# SUPPLIED RECORDS
+--

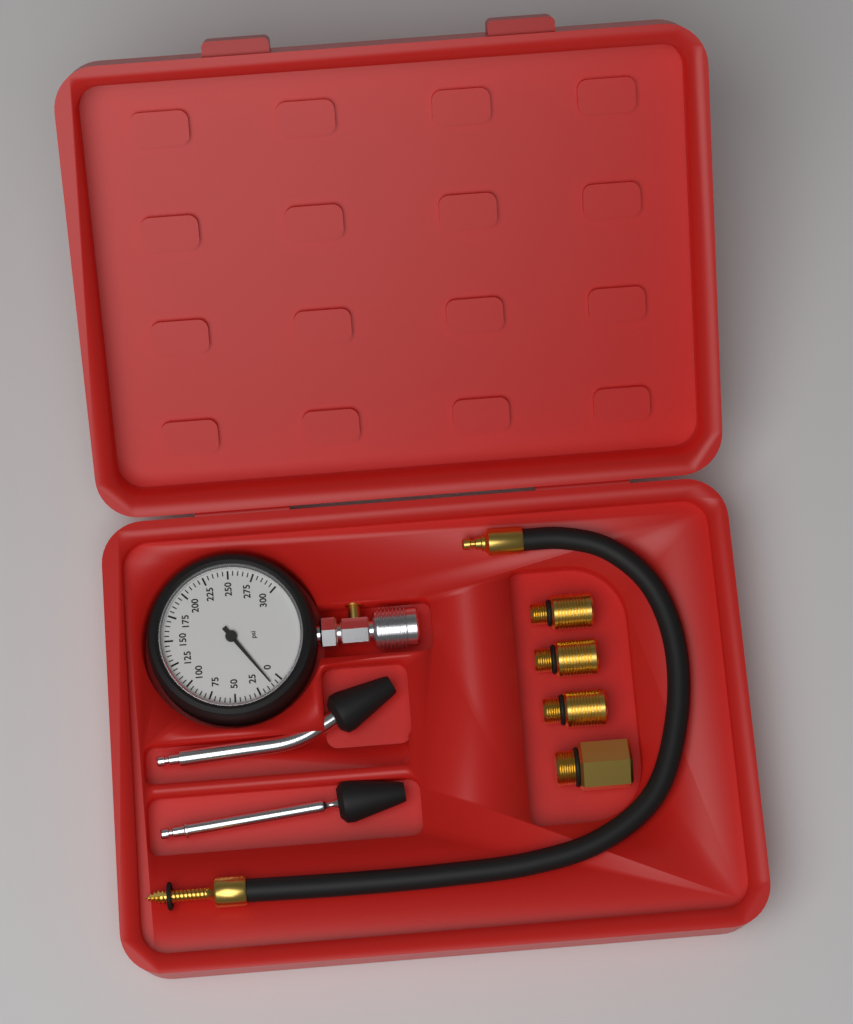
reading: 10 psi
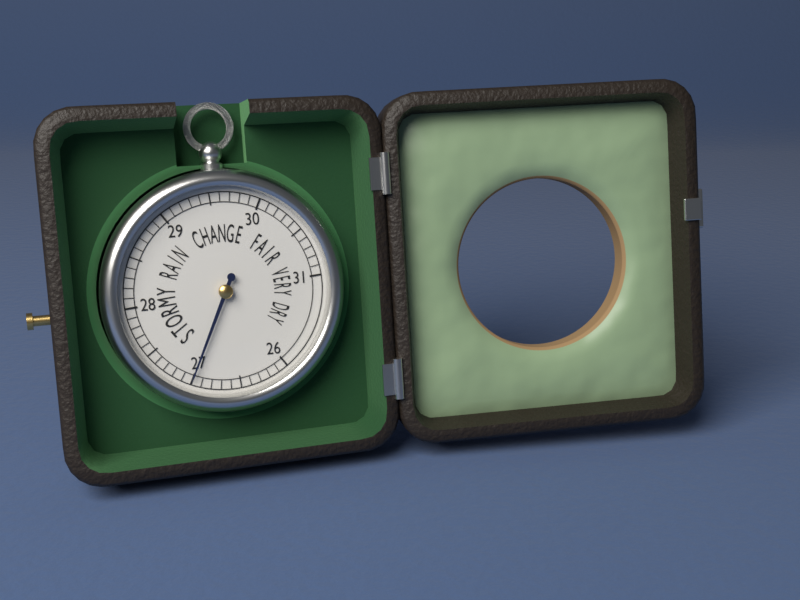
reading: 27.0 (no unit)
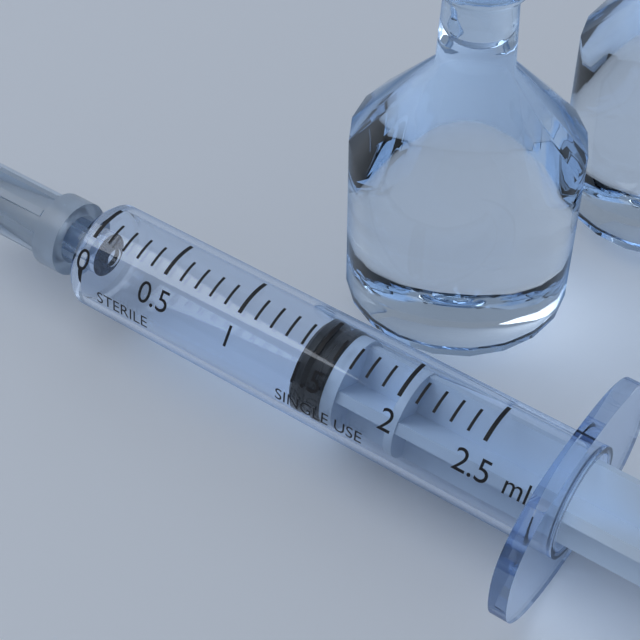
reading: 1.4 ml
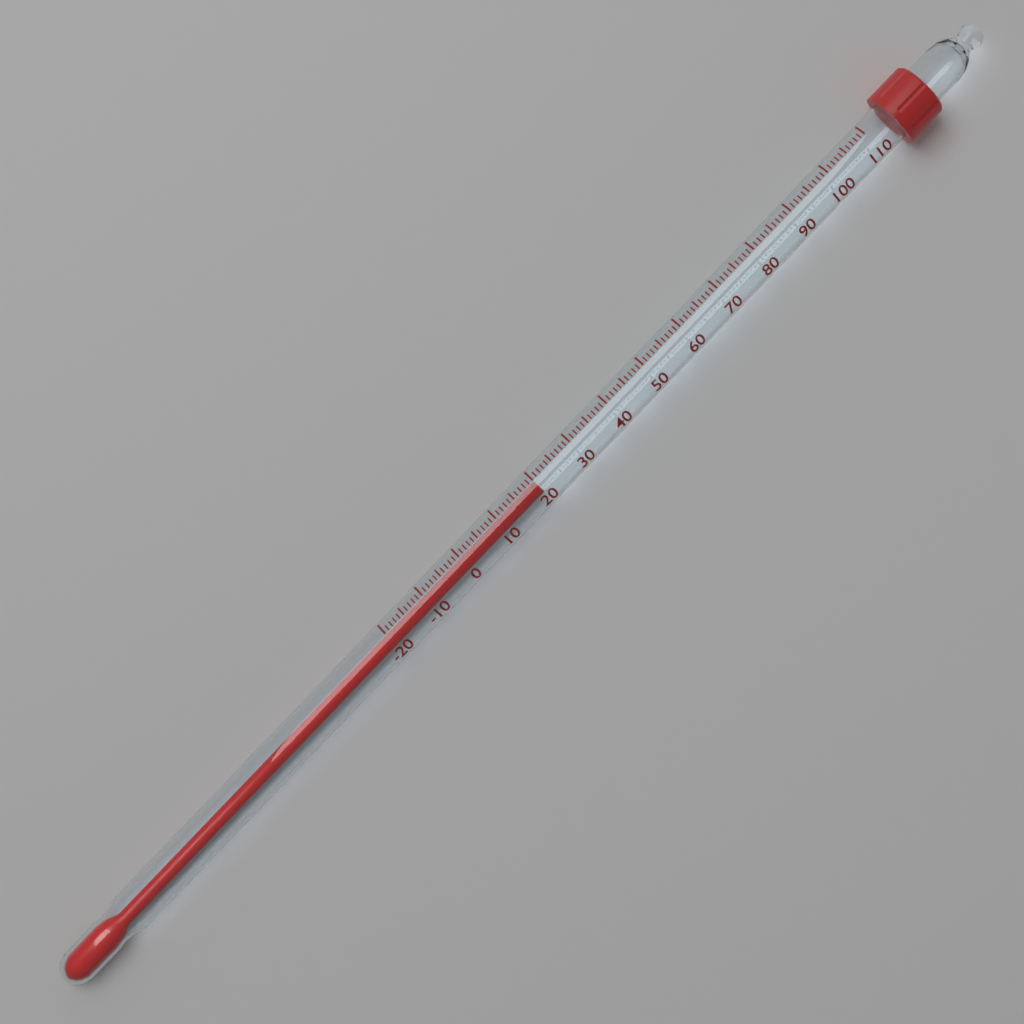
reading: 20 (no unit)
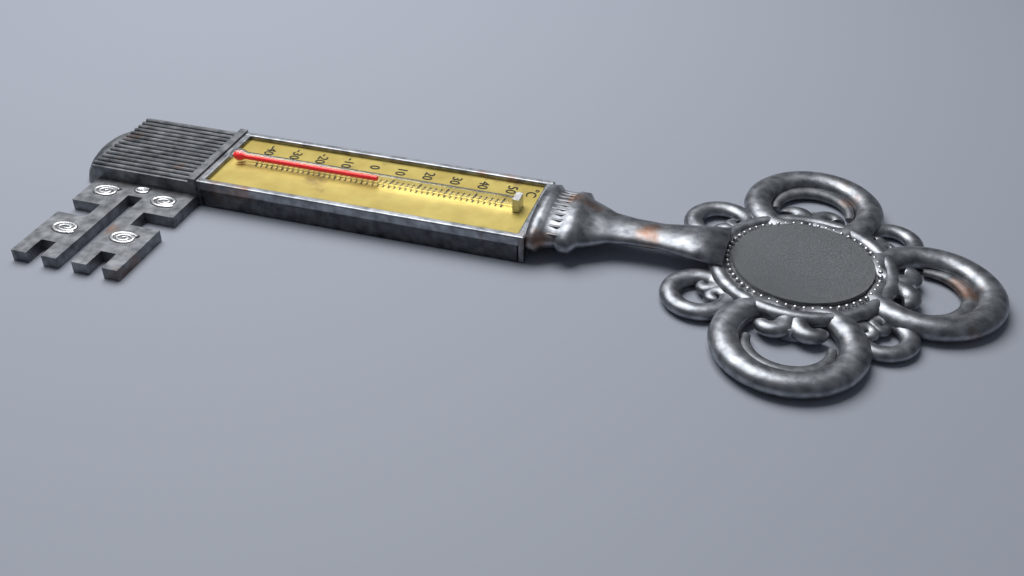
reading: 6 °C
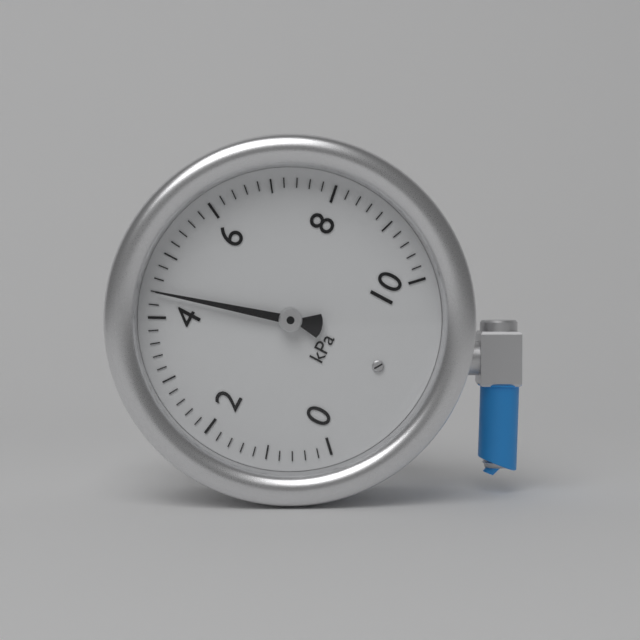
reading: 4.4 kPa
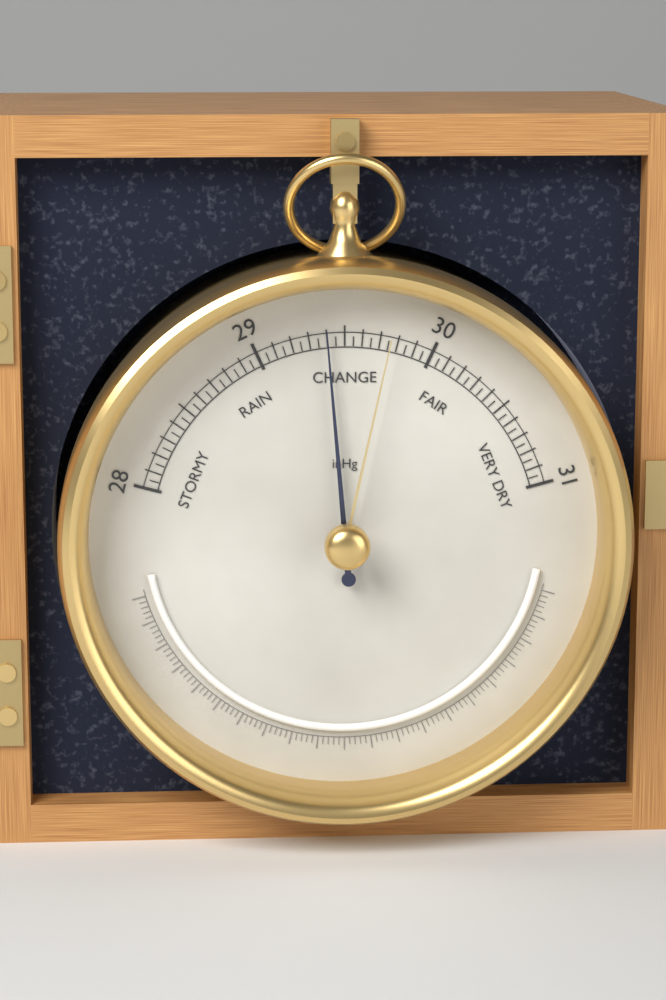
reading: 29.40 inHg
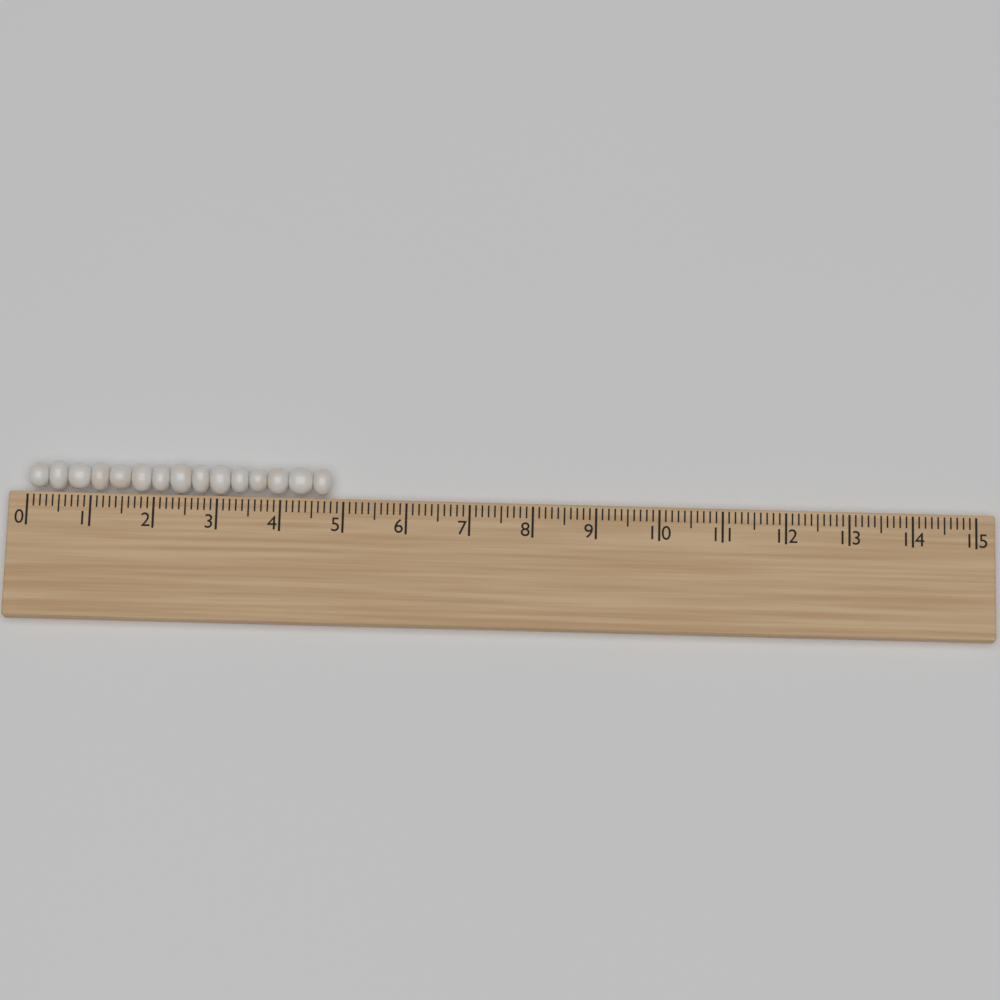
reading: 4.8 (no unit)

+--

# TASK REQUIREMENTS
With the pictures removed, output the listing above exactly.

# TASK ANSWER
reading: 10 psi
reading: 27.0 (no unit)
reading: 1.4 ml
reading: 20 (no unit)
reading: 6 °C
reading: 4.4 kPa
reading: 29.40 inHg
reading: 4.8 (no unit)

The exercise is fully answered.